Michael Dudley
Top 10 Books - 2012
Planetizen is pleased to release its tenth annual list of the ten best books of the year in urban planning, design and development. This year's assortment ranges from an crowdsourced compendium of ideas for upgrading New York City's built environment to a personal report from the streets of Karachi.
REVIEW: Ken Greenberg's Walking Home
Urban designer and architect Ken Greenberg writes "an eloquent, personal, compelling and persuasive argument for more enlightened city-building," says Michael Dudley in this review of Greenberg's new book, Walking Home: The Life and Lessons of a City Builder.
REVIEW: Welcome to the Urban Revolution
In his new book Welcome to the Urban Revolution: How Cities are Changing the World, Jeb Brugmann proposes a new way of thinking about citybuilding. Planetizen Correspondent Michael Dudley has this review.
Straw Men In A Sprawl World
Smart growth isn't an attack on the middle class, and those who argue as such are simply misrepresenting facts to distract from the real issues that planners are trying to mitigate.
After the Fall: Why City Planners Must Seek Answers About 9/11
The events of 9/11 have had a dramatic effect on our cities, from authorities surrounding hundreds of public buildings with Jersey barriers, to continued suburbanization away from more "threatened" downtowns.

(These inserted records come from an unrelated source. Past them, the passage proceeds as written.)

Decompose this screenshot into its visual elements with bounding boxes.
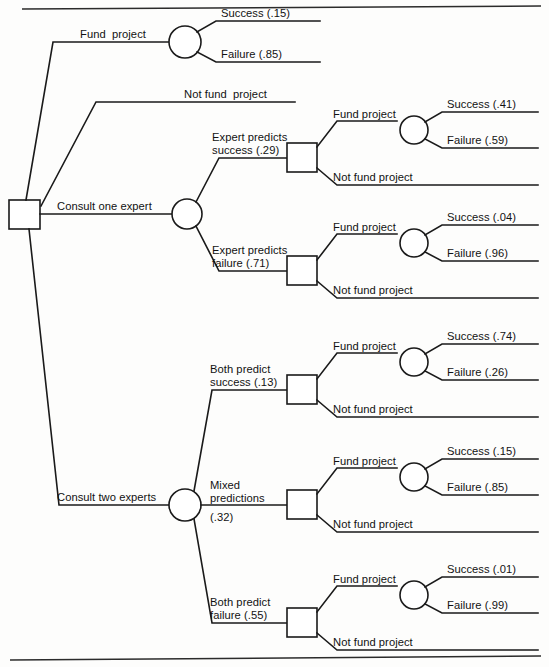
label-d1-failure-26: Failure (.26) bbox=[447, 366, 508, 379]
edge-root-consult-two-experts bbox=[29, 229, 169, 505]
decision-node-both-success[interactable] bbox=[287, 375, 317, 404]
edge-d1-fund-project bbox=[317, 353, 397, 379]
decision-tree-figure: Fund project Success (.15) Failure (.85)… bbox=[0, 0, 549, 667]
label-d3-not-fund-project: Not fund project bbox=[333, 636, 413, 649]
label-c1-not-fund-project: Not fund project bbox=[333, 171, 413, 184]
label-c1-fund-project: Fund project bbox=[333, 108, 396, 121]
label-d1-success-74: Success (.74) bbox=[447, 330, 516, 343]
decision-node-expert-success[interactable] bbox=[287, 143, 317, 172]
label-d2-fund-project: Fund project bbox=[333, 455, 396, 468]
label-c1-success-41: Success (.41) bbox=[447, 98, 516, 111]
decision-node-both-failure[interactable] bbox=[287, 608, 317, 637]
label-d2-success-15: Success (.15) bbox=[447, 445, 516, 458]
edge-d3-fund-project bbox=[317, 586, 397, 612]
label-not-fund-project-root: Not fund project bbox=[184, 88, 267, 101]
label-mixed-predictions-prob: (.32) bbox=[210, 511, 233, 524]
label-d1-fund-project: Fund project bbox=[333, 340, 396, 353]
label-expert-predicts-success: Expert predicts success (.29) bbox=[212, 131, 287, 158]
label-both-predict-failure: Both predict failure (.55) bbox=[210, 596, 270, 623]
chance-node-c2[interactable] bbox=[400, 229, 428, 257]
edge-c2-fund-project bbox=[317, 234, 397, 260]
chance-node-c1[interactable] bbox=[400, 116, 428, 144]
label-d3-fund-project: Fund project bbox=[333, 573, 396, 586]
label-c2-failure-96: Failure (.96) bbox=[447, 247, 508, 260]
label-success-15: Success (.15) bbox=[221, 7, 290, 20]
edge-d3-success-01 bbox=[425, 577, 538, 587]
label-d3-success-01: Success (.01) bbox=[447, 563, 516, 576]
decision-node-mixed[interactable] bbox=[287, 490, 317, 519]
edge-c2-success-04 bbox=[425, 225, 538, 235]
edge-success-15 bbox=[197, 21, 320, 32]
edge-d2-fund-project bbox=[317, 468, 397, 494]
edge-d1-success-74 bbox=[425, 344, 538, 354]
edge-root-fund-project bbox=[26, 42, 169, 200]
label-d2-not-fund-project: Not fund project bbox=[333, 518, 413, 531]
chance-node-fund-project-root[interactable] bbox=[169, 26, 201, 58]
label-c2-success-04: Success (.04) bbox=[447, 211, 516, 224]
chance-node-d3[interactable] bbox=[400, 581, 428, 609]
edge-both-predict-success bbox=[194, 390, 287, 491]
label-consult-two-experts: Consult two experts bbox=[57, 491, 156, 504]
decision-node-expert-failure[interactable] bbox=[287, 256, 317, 285]
label-fund-project-root: Fund project bbox=[80, 28, 146, 41]
label-c1-failure-59: Failure (.59) bbox=[447, 134, 508, 147]
label-c2-not-fund-project: Not fund project bbox=[333, 284, 413, 297]
label-c2-fund-project: Fund project bbox=[333, 221, 396, 234]
bottom-rule bbox=[10, 656, 541, 660]
label-both-predict-success: Both predict success (.13) bbox=[210, 363, 277, 390]
root-decision-node[interactable] bbox=[9, 200, 40, 229]
label-expert-predicts-failure: Expert predicts failure (.71) bbox=[212, 244, 287, 271]
chance-node-d2[interactable] bbox=[400, 463, 428, 491]
edge-c1-success-41 bbox=[425, 112, 538, 122]
label-mixed-predictions: Mixed predictions bbox=[210, 479, 265, 506]
edge-d2-success-15 bbox=[425, 459, 538, 469]
chance-node-one-expert[interactable] bbox=[172, 199, 202, 229]
label-d1-not-fund-project: Not fund project bbox=[333, 403, 413, 416]
chance-node-two-experts[interactable] bbox=[169, 489, 201, 521]
label-d2-failure-85: Failure (.85) bbox=[447, 481, 508, 494]
label-consult-one-expert: Consult one expert bbox=[57, 200, 152, 213]
label-d3-failure-99: Failure (.99) bbox=[447, 599, 508, 612]
edge-c1-fund-project bbox=[317, 121, 397, 147]
label-failure-85: Failure (.85) bbox=[221, 48, 282, 61]
edge-expert-predicts-success bbox=[196, 158, 287, 202]
chance-node-d1[interactable] bbox=[400, 348, 428, 376]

Yet as the chorus of those questioning the assumptions of 9/11 grows, Michael Dudley argues that planners too must examine the attacks that so profoundly impacted their profession.
Low Densities Are No Answer To The Threat Of Terrorism
The sprawling 1950's postwar urban pattern, once believed to provide a measure of security in the atomic age, has made us extremely vulnerable in an age of international terrorism.